DATASET RECORDS: Begin

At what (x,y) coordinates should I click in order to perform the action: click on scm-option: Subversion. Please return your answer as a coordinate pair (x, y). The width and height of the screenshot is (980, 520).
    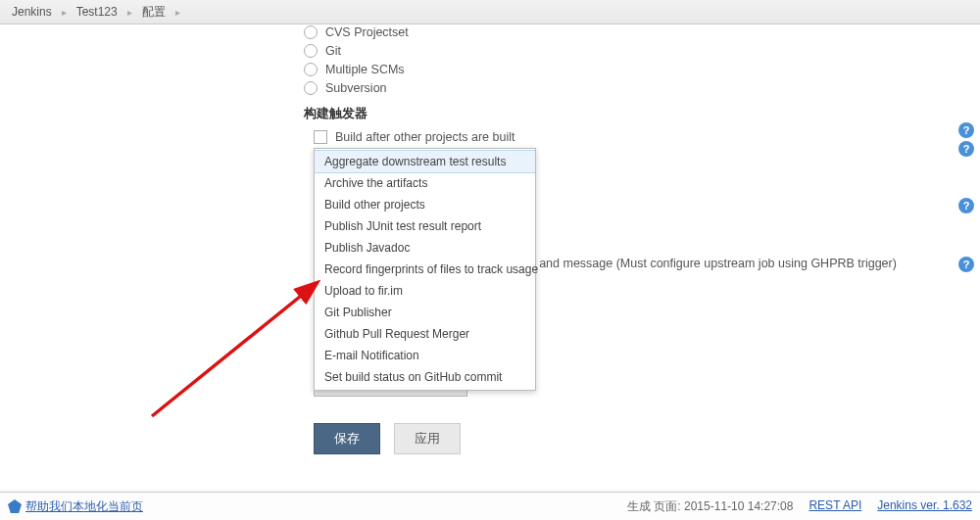
    Looking at the image, I should click on (642, 88).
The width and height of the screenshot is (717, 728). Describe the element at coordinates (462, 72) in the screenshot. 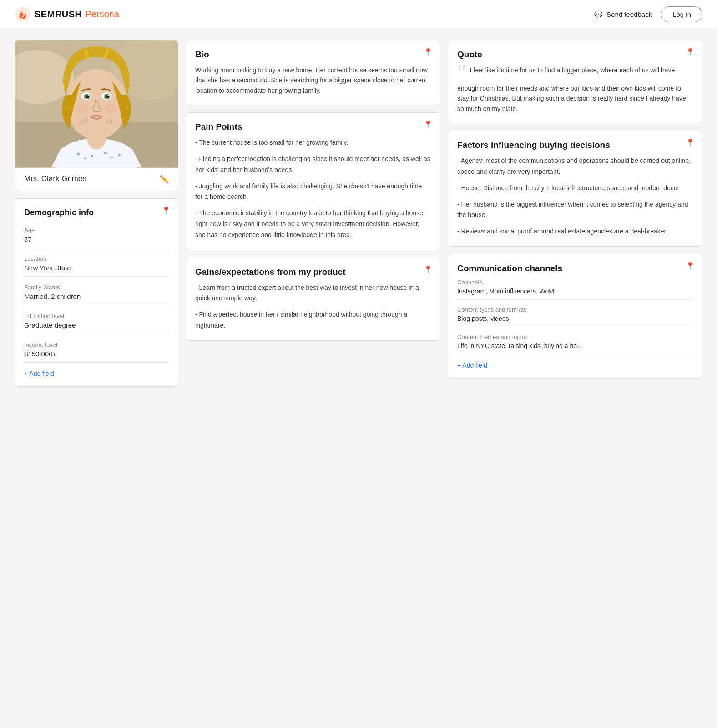

I see `quote-mark: "` at that location.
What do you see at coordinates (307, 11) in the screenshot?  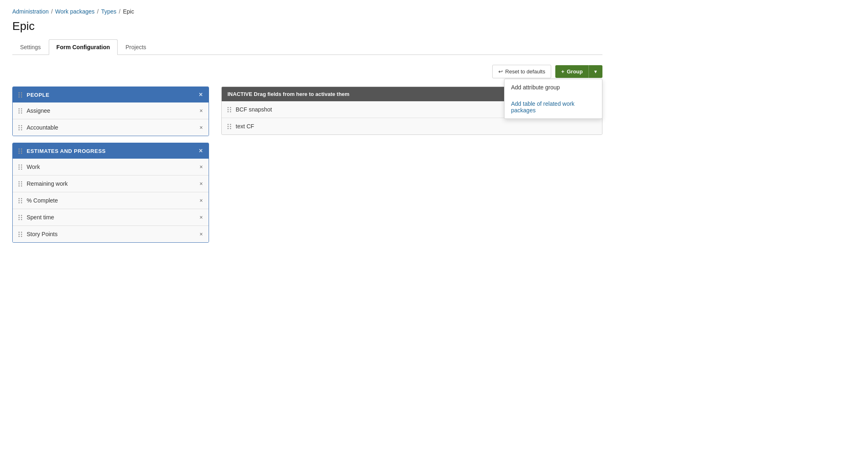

DATASET RECORDS: End

PROBLEM TO WORK ON. All of the data above needs to be given again exactly. Leave out each image.

ANSWER TO THIS EXERCISE.
At what (x,y) coordinates should I click in order to perform the action: click on scm-option: Subversion. Please return your answer as a coordinate pair (x, y). The width and height of the screenshot is (980, 520).
    Looking at the image, I should click on (642, 88).
The width and height of the screenshot is (717, 728). Describe the element at coordinates (462, 72) in the screenshot. 

I see `quote-mark: "` at that location.
What do you see at coordinates (307, 11) in the screenshot?  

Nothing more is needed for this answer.